Similar development is visible in other areas of education. Teaching the New Testament was always forbidden, but in the old time conscientious teachers of history used to circumvent the prohibition, by organizing seminars or sending the students to libraries (not the school libraries, of course). About 10 years ago there was a wave of denouncing such teachers. One in Jerusalem was almost sacked, for advising her history pupils, who were studying the history of Jews in Palestine around 30-40 AD, that it would be a good thing if they would read a few chapters of the New Testament as a historical aid. She retained her post only after humbly promising not to do this again.

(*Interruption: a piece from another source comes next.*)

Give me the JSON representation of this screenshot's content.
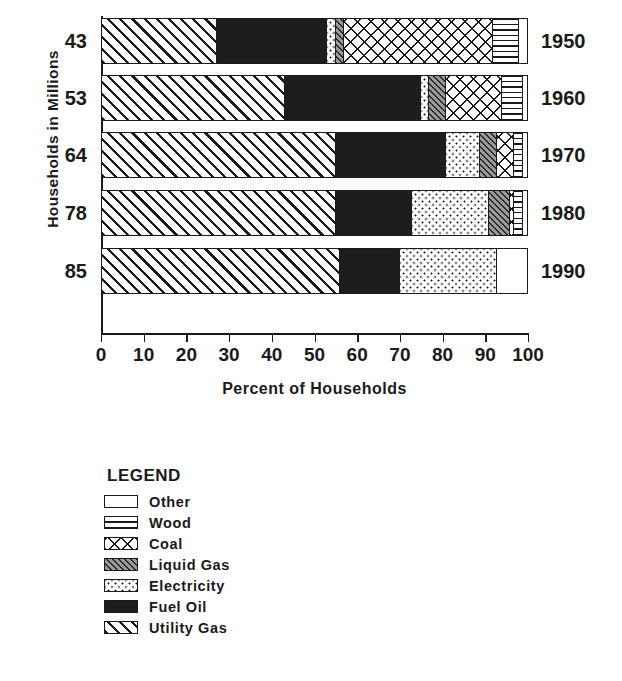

However in recent years, anti-Christian feelings are literally exploding in Israel (and among Israel-worshipping Jews in Diaspora too) together with the increase of the Jewish fanaticism in all other areas too.

The real enemies of truth here, as in many other aspects of the Israel reality, are the socialists, "liberals", "radicals", etc. in the USA. Imagine the reaction of the US Liberals, and of such papers as The Nation and New York Review of Books, not to speak of the New York Times if in any state whatsoever, the government financed spitting on a Star of David? But when here in Israel, the government finances the spitting on a cross, they are and will continue to be, quite silent. More than this, they help to finance it. United States taxpayers, who are of course mostly Christians, are financing at least half the Israeli budget, one way or another, and therefore the spitting on the cross too.


The late Professor Shahak was an Israeli citizen, former prison camp inmate during WWII, and the founder of Israel's Human Rights League. His Jewish History, Jewish Religion, which discusses Jewish hatred and contempt toward Gentiles, is highly recommended.